Keep the property without renting it — purely as an asset on the family balance sheet. Common when the property is expected to appreciate (central Athens has gained 6-9% annually in recent years), when rental hassle is unwelcome, or when the property is held under a Golden Visa investment that prohibits short-term rental anyway. Annual holding costs run €2,500-€5,500 for a typical apartment.
For families where the property has already passed through multiple generations and the current heirs don't want or need it, gifting to children or grandchildren is a common solution. Greek gift tax is identical to inheritance tax (favourable thresholds for direct-line descendants). This shifts the management problem to the next generation rather than solving it, but in some family configurations that's the right move.
The right option depends on three variables:
Law 5221/2025, in force since 1 November 2025, digitised several inheritance procedures and cut typical processing time roughly in half. Wills now register online at diathikes.gr. Several notarial steps can be done with a limited power of attorney signed at a Greek consulate in your country of residence (no flight required). A clean case can close in 4-6 months instead of the previous 12-24.
For families who have been postponing the inheritance step for years — sometimes decades — this is the moment to actually do it. The friction that used to make "we'll get to it eventually" the rational choice has materially reduced. See our full breakdown in If your family still owns a Greek apartment, here's what 2025–2026 changed.

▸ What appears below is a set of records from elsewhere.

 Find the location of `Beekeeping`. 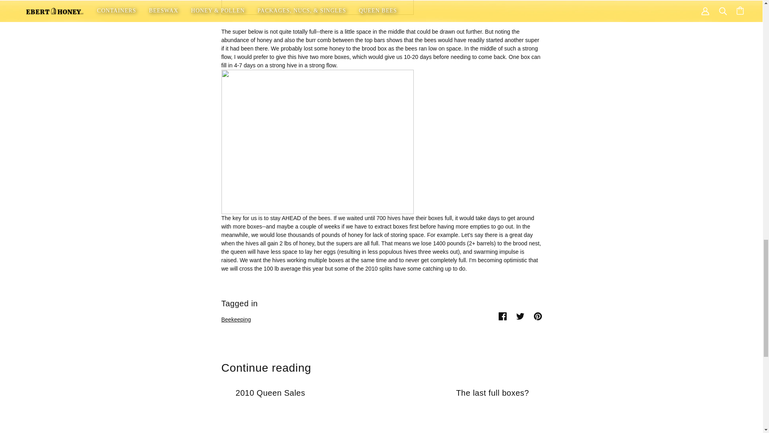

Beekeeping is located at coordinates (236, 319).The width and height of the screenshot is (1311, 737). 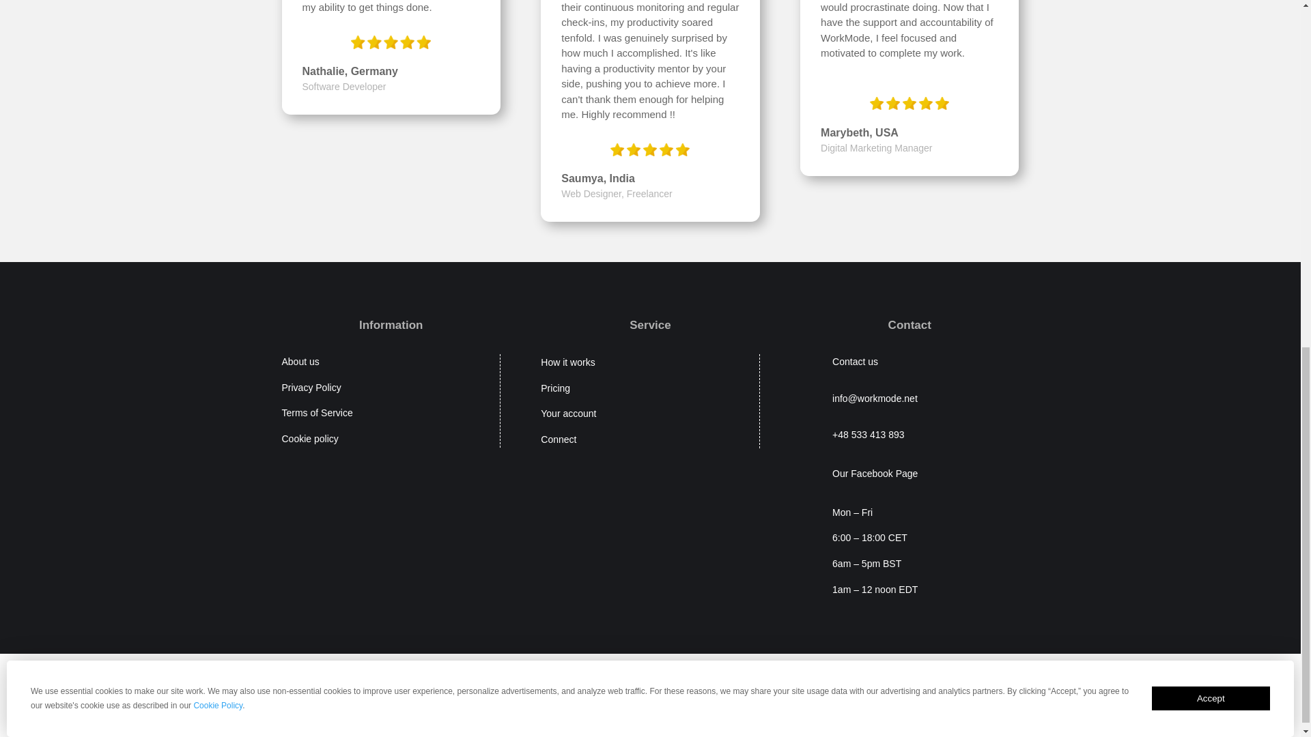 What do you see at coordinates (558, 440) in the screenshot?
I see `Connect` at bounding box center [558, 440].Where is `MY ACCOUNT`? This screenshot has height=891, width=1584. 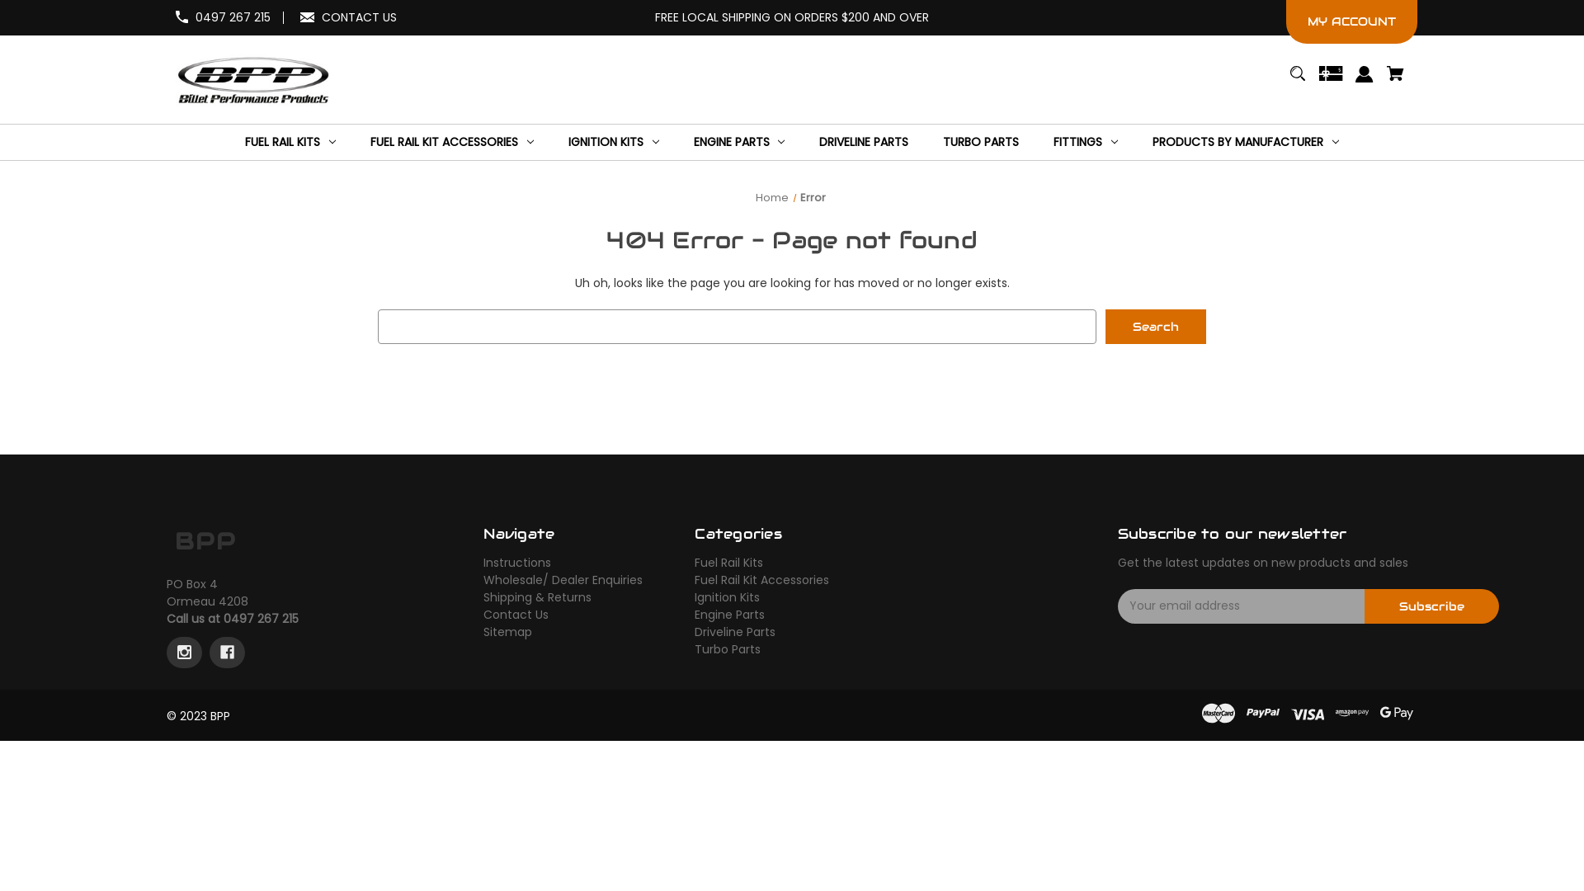
MY ACCOUNT is located at coordinates (1351, 21).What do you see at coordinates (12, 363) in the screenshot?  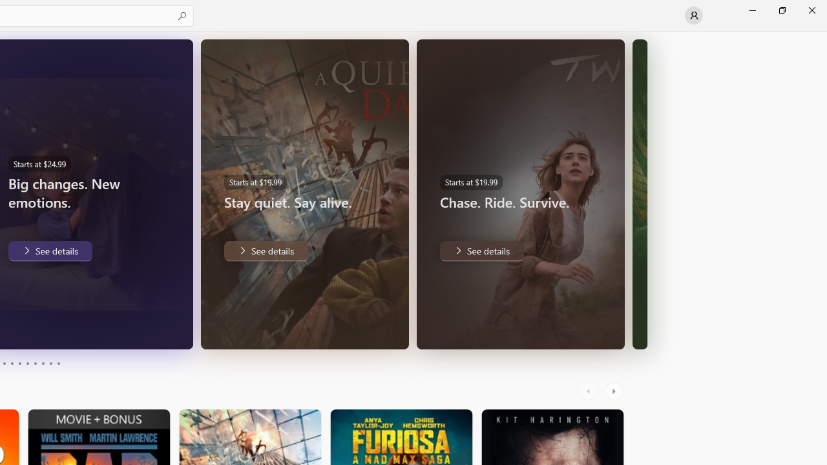 I see `Page 4` at bounding box center [12, 363].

We're not a Greek inheritance lawyer and we don't handle the formal probate process — that's specialist work and we refer to law firms with diaspora practice in Athens, NYC, Boston, Melbourne and London. What we do is the operational layer alongside the legal one: keeping the property attended, the bills paid, the building meetings represented, and the condition documented while your inheritance case progresses. See plans →
Check three things: (1) is there a registered will at diathikes.gr? (2) has the property's ENFIA tax been paid and the E9 kept current? (3) are you sole heir or one of several? Until those three are clear, you cannot make sensible decisions about anything else.
For everyday property care — visits, bill payments, basic maintenance — no, you can authorise a representative under your written instructions as the responsible family heir. For anything legal (sale, lease over 12 months, mortgage), the inheritance case must be closed first.
After the November 2025 reform, a clean inheritance case typically closes in 4-6 months. Older or contested cases take longer. The reform cut roughly half the time required under the pre-2025 process.
Five practical options: sell, long-term rent (12+ months), hold and use, hold passively, gift to next generation. The right choice depends on family attachment, liquidity needs, and the number and alignment of co-heirs.
Possibly, but Law 5170/2025 changed the landscape. Short-term rental now requires AMA registration, civil liability insurance, and safety equipment. New AMA registrations are frozen in central Athens through at least December 2026.
ENFIA €200-€1,500 per year, building dues €200-€800, vacant utilities €400-€700, insurance €200-€500, professional home watch €1,200-€3,000. Total €2,500-€5,500 for a typical mid-market Athens apartment.
30-minute discovery call. We'll walk through the property, the family situation, and where we can help — including referrals to inheritance lawyers if that's what you need first.